Covering California’s cap-and-trade program and Near Zero’s report, California’s climate emissions are falling, but cap-and-trade is not the cause, Capital & Main spoke with Near Zero’s Danny Cullenward:

The Near Zero study found that California greenhouse emissions have been cut – by five percent in 2016 alone – but through changes in the mix of sources generating electricity, including hydropower and solar, rather than cap-and-trade.

The study’s lead author Danny Cullenward said research found that the current limits on pollution set by cap-and-trade are far above actual emissions. The result is an oversupply of allowances that keep the price of carbon cheap and, critics contend, give companies little incentive to slash emissions. That build up of unused allowances enables companies “to maintain their emissions farther into the future than post-2020 program caps might nominally suggest,” he wrote in the report’s summary.

Cullenward told Capital & Main cap-and-trade needs to be tweaked in order to meet California’s goal of reducing emissions by 40 percent below 1990 levels by the year 2030. “Emissions have fallen pretty quickly and that’s good news.

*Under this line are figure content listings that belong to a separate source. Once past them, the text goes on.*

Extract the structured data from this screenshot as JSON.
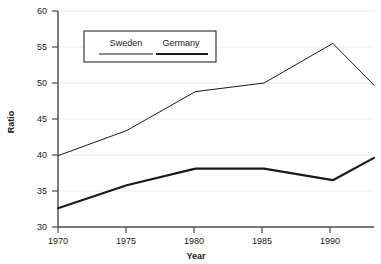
{
  "chart_data": {
    "type": "line",
    "title": "",
    "xlabel": "Year",
    "ylabel": "Ratio",
    "xlim": [
      1970,
      1993
    ],
    "ylim": [
      30,
      60
    ],
    "xticks": [
      1970,
      1975,
      1980,
      1985,
      1990
    ],
    "yticks": [
      30,
      35,
      40,
      45,
      50,
      55,
      60
    ],
    "grid": true,
    "grid_axis": "y",
    "legend_position": "top-center",
    "x": [
      1970,
      1975,
      1980,
      1985,
      1990,
      1993
    ],
    "series": [
      {
        "name": "Sweden",
        "values": [
          39.9,
          43.4,
          48.8,
          50.0,
          55.5,
          49.7
        ],
        "color": "#1a1a1a",
        "line_width": 1
      },
      {
        "name": "Germany",
        "values": [
          32.6,
          35.8,
          38.1,
          38.1,
          36.5,
          39.6
        ],
        "color": "#1a1a1a",
        "line_width": 2.2
      }
    ]
  },
  "axes": {
    "y_title": "Ratio",
    "x_title": "Year",
    "y_tick_labels": [
      "60",
      "55",
      "50",
      "45",
      "40",
      "35",
      "30"
    ],
    "x_tick_labels": [
      "1970",
      "1975",
      "1980",
      "1985",
      "1990"
    ]
  },
  "legend": {
    "items": [
      {
        "label": "Sweden",
        "swatch": "thin-line-swatch"
      },
      {
        "label": "Germany",
        "swatch": "thick-line-swatch"
      }
    ]
  },
  "colors": {
    "line": "#1a1a1a",
    "grid": "#e8e8e8",
    "axis": "#4a4a4a",
    "background": "#ffffff"
  }
}
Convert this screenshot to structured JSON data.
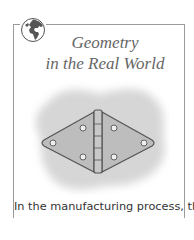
{
  "feature": {
    "icon": "globe-icon",
    "title_line1": "Geometry",
    "title_line2": "in the Real World"
  },
  "figure": {
    "background": "gray-blob"
  },
  "body": {
    "caption": "In the manufacturing process, the"
  },
  "colors": {
    "border": "#9a9a9a",
    "title": "#666666",
    "blob": "#d6d6d6",
    "hinge_fill": "#bdbdbd"
  }
}
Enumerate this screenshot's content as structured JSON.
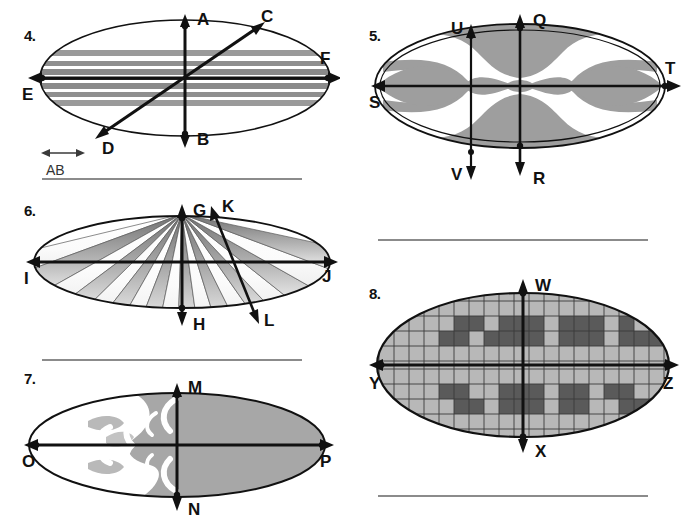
{
  "page": {
    "background": "#ffffff",
    "width": 687,
    "height": 528
  },
  "colors": {
    "ink": "#111111",
    "rule": "#8b8b8b",
    "stripe_gray": "#9a9a9a",
    "stripe_dark": "#6e6e6e",
    "fill_gray": "#a0a0a0",
    "grid_light": "#b8b8b8",
    "grid_dark": "#5a5a5a",
    "grid_line": "#2a2a2a",
    "white": "#ffffff"
  },
  "figures": [
    {
      "id": "fig4",
      "number": "4.",
      "pattern": "horizontal-stripes",
      "labels": {
        "up": "A",
        "down": "B",
        "left": "E",
        "right": "F",
        "diag_up": "C",
        "diag_down": "D"
      },
      "scale_bar": {
        "label": "AB",
        "arrow": "double-headed"
      }
    },
    {
      "id": "fig5",
      "number": "5.",
      "pattern": "symmetric-curved-lobes",
      "labels": {
        "up_center": "Q",
        "down_center": "R",
        "up_left": "U",
        "down_left": "V",
        "left": "S",
        "right": "T"
      }
    },
    {
      "id": "fig6",
      "number": "6.",
      "pattern": "radial-wedges-gradient",
      "labels": {
        "up": "G",
        "down": "H",
        "left": "I",
        "right": "J",
        "diag_up": "K",
        "diag_down": "L"
      }
    },
    {
      "id": "fig7",
      "number": "7.",
      "pattern": "half-gray-with-white-crescents",
      "labels": {
        "up": "M",
        "down": "N",
        "left": "O",
        "right": "P"
      }
    },
    {
      "id": "fig8",
      "number": "8.",
      "pattern": "checkerboard-grid-blocks",
      "labels": {
        "up": "W",
        "down": "X",
        "left": "Y",
        "right": "Z"
      },
      "grid": {
        "columns": 20,
        "rows": 10
      }
    }
  ],
  "rules": [
    {
      "name": "rule-under-fig4",
      "x": 42,
      "y": 178,
      "width": 260
    },
    {
      "name": "rule-right-upper",
      "x": 378,
      "y": 239,
      "width": 270
    },
    {
      "name": "rule-under-fig6",
      "x": 42,
      "y": 359,
      "width": 260
    },
    {
      "name": "rule-bottom-right",
      "x": 378,
      "y": 495,
      "width": 270
    }
  ]
}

But a lot of people are saying, ‘See, the cap and trade program is working,’ and our analysis shows that it’s too soon to say that.”

Cullenward added that the promise of cap-and-trade is real, but that there is “more work to do” to make it effective. “The state is pursuing an ambitious 2030 climate target, and regulators expect cap-and-trade to play the single biggest role in reducing emissions.”